Dispatch & Pricing

Dispatch and pricing are the mechanisms that determine how electricity is produced and sold in the NEM. They link generators, units, and regions into a real-time market that balances supply and demand while respecting physical and technical constraints.

Understanding dispatch and pricing is crucial to interpreting market outcomes, recognising patterns, and making sense of volatility.

How Dispatch Works

Dispatch is the process of deciding which generators should produce electricity at each 5-minute interval.
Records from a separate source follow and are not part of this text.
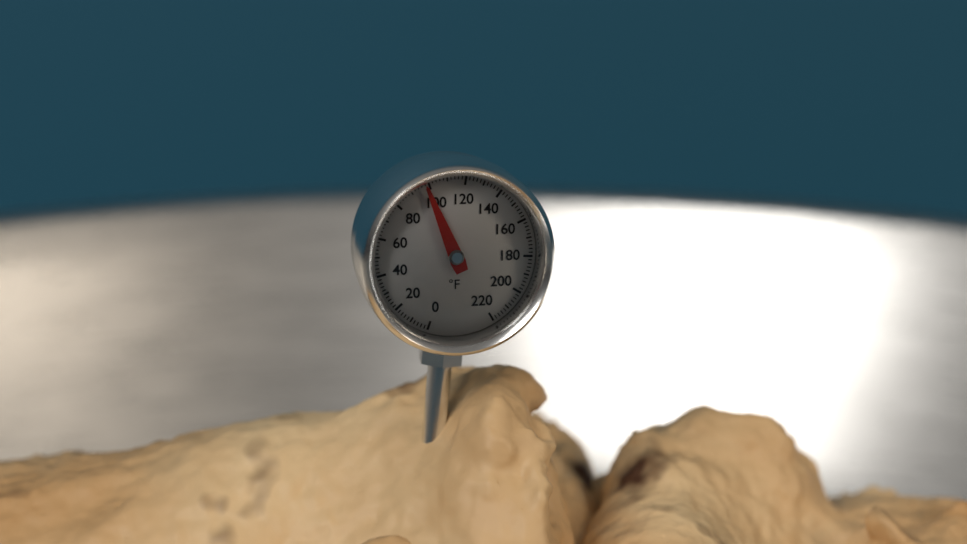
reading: 98 °F
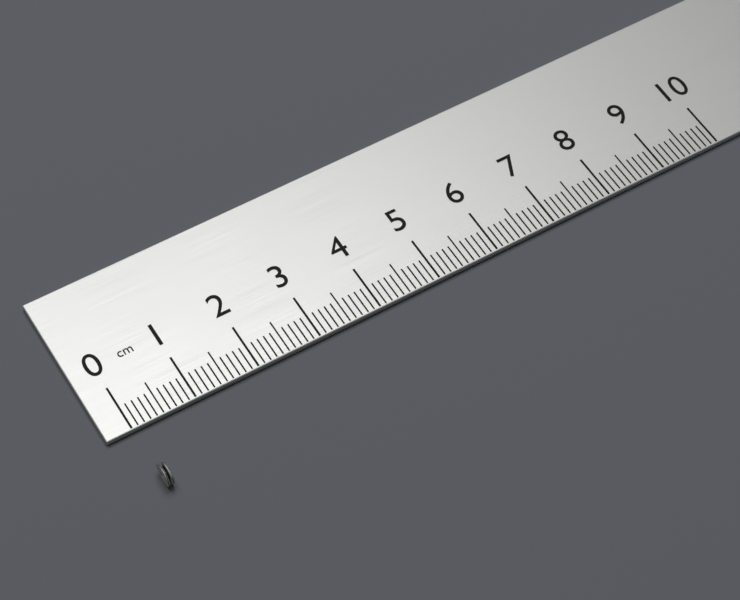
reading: 0.1 cm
AEMO determines dispatch by:

  • Collecting all generator bids for the interval
  • Considering the physical constraints of the network
  • Calculating the combination of generators that meets forecast demand at the lowest possible cost
  • Assigning each unit a dispatch target

Dispatch is calculated every 5 minutes. Targets can change frequently based on demand, network conditions, or generator availability.

Bidding in the Market

Generators influence dispatch through bids. Each unit submits a bid specifying:

  • The quantity of electricity it can supply at different prices
  • Minimum and maximum output limits
  • Ramp rates and other operational constraints

Bids are ranked from lowest to highest price to form the merit order, which determines which units are dispatched first.
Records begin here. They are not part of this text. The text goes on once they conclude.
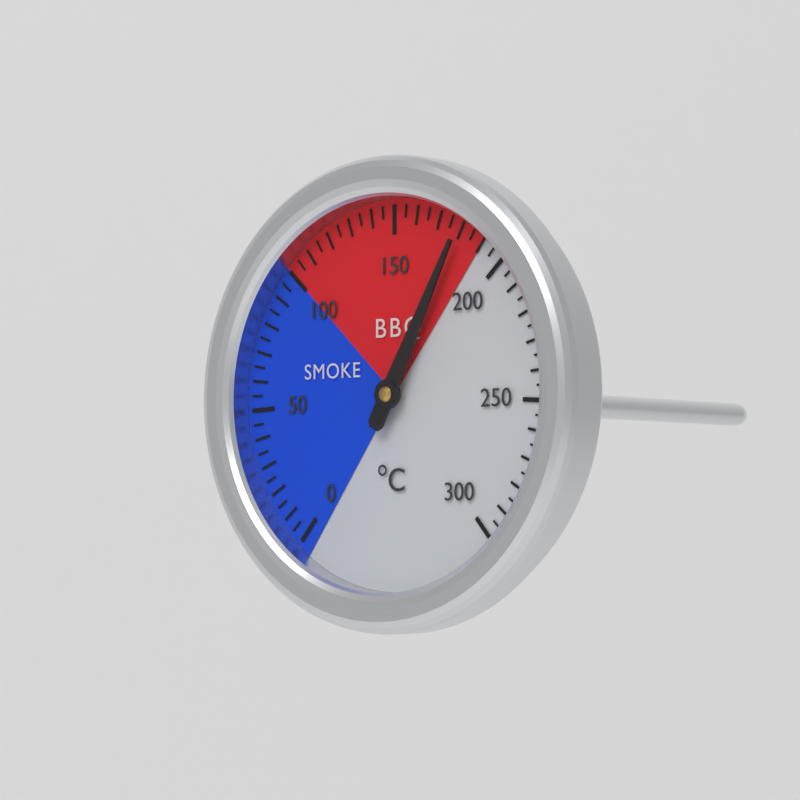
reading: 180 °C
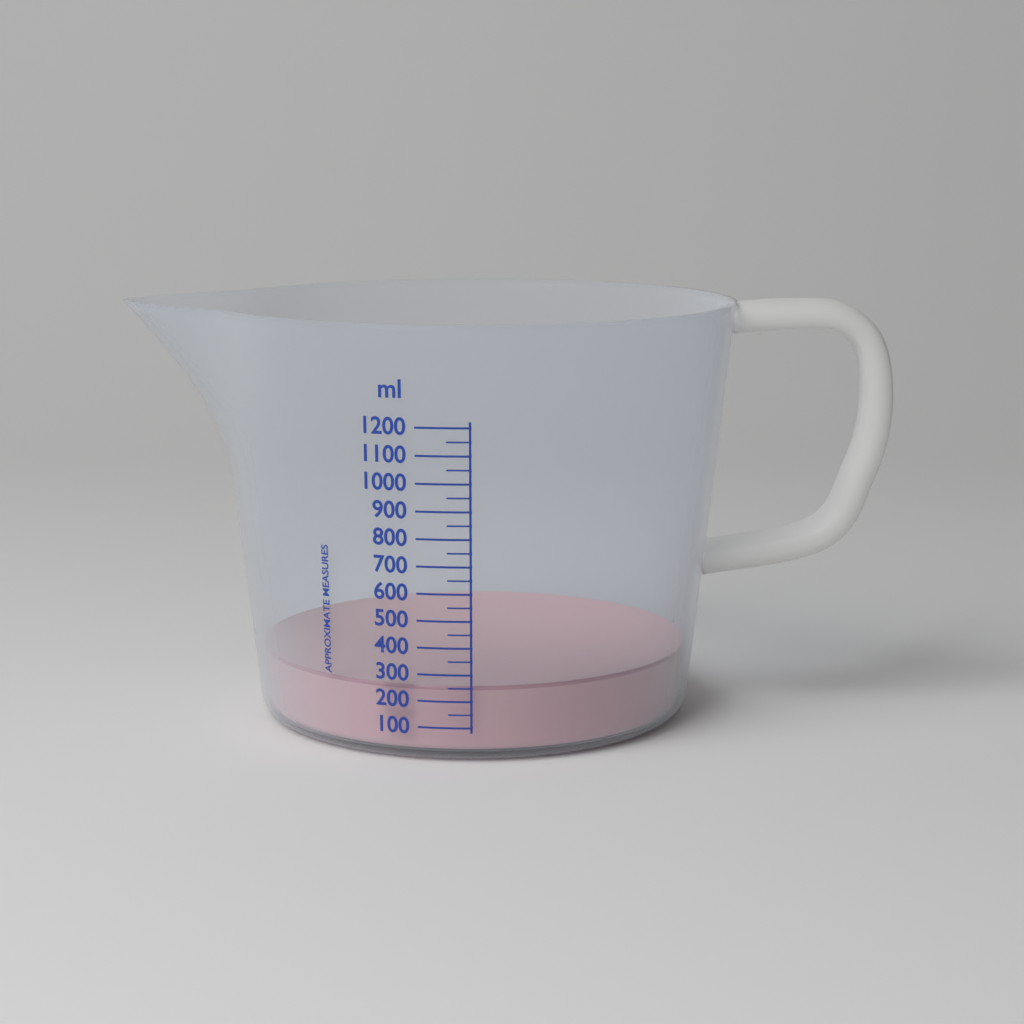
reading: 250 ml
A generator's bid price does not always equal the price it receives. Payment is determined by the regional market price.

Price Formation

The price in each region is set by the marginal generator—the last unit dispatched to meet demand.

Key points about pricing:

  • Every dispatched unit in a region receives the same regional price
  • The marginal generator's bid sets the price, even if cheaper units are dispatched first
  • Prices can spike or drop quickly if the marginal unit has a high or low bid

This mechanism ensures that the market incentivises generators to supply electricity efficiently.

Price Volatility

Electricity prices are inherently volatile because the market responds to changing conditions in real time.

Price fluctuations can be caused by:

  • Rapid changes in demand
  • Unexpected generator outages
  • Interconnector or network constraints
  • Variability in renewable output

Short-term spikes are a normal feature of the NEM and reflect real-time system conditions, not market failure.
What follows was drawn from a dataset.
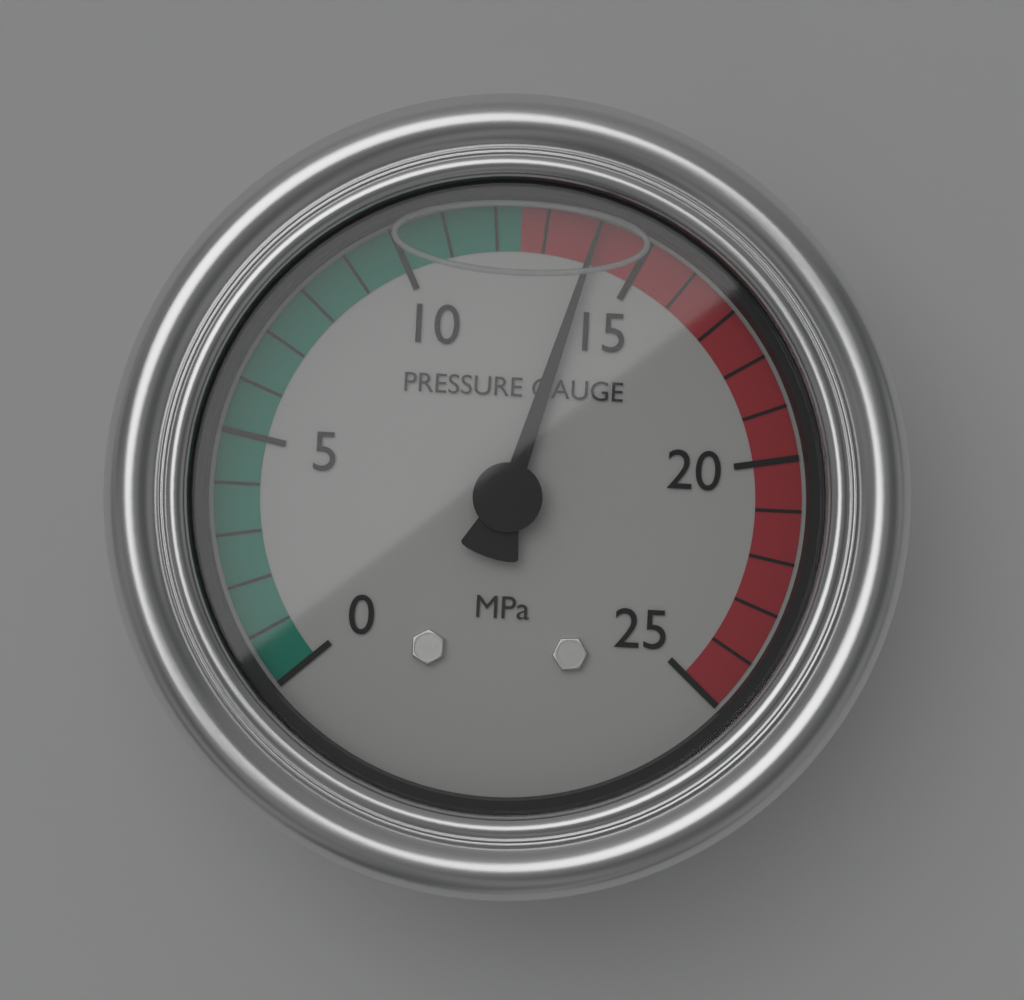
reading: 14 MPa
Dispatch vs Actual Generation

Dispatch targets are instructions from AEMO, but actual output can differ due to:

  • Technical limitations of the unit
  • Forced or planned outages
  • Forecast errors for renewable generation

Understanding the difference between dispatch targets and actual generation is important for interpreting performance data.

Settlement and Trading

While dispatch occurs every 5 minutes, financial settlement happens every half-hour. Prices for settlement are derived from the 5-minute dispatch prices, typically averaged over the half-hour period.

This means:

  • Generators are paid based on half-hourly settlement prices
  • The real-time dispatch interval determines how those prices are calculated
  • Market participants must monitor both 5-minute and half-hour outcomes

Settlement prices can differ from instantaneous dispatch prices due to averaging, but both are critical for market operations.

Why This Matters

Dispatch and pricing tie together all the components of the NEM:

  • Units submit bids
  • Regions and interconnectors constrain flows
  • AEMO determines which units run
  • Prices emerge from the marginal dispatch

Understanding this system is the foundation for analysing market outcomes, volatility, and generator behaviour.

What to Take Away

  • Dispatch determines who produces electricity and how much
  • Prices are set by the marginal generator in each region
  • Units are paid the regional price, not their individual bid price
  • Volatility is normal and reflects real-time market conditions

With this understanding, you're ready to see how constraints and network limits affect the market.

Continue with Market & Network Constraints to learn how physical and security limits shape dispatch and pricing.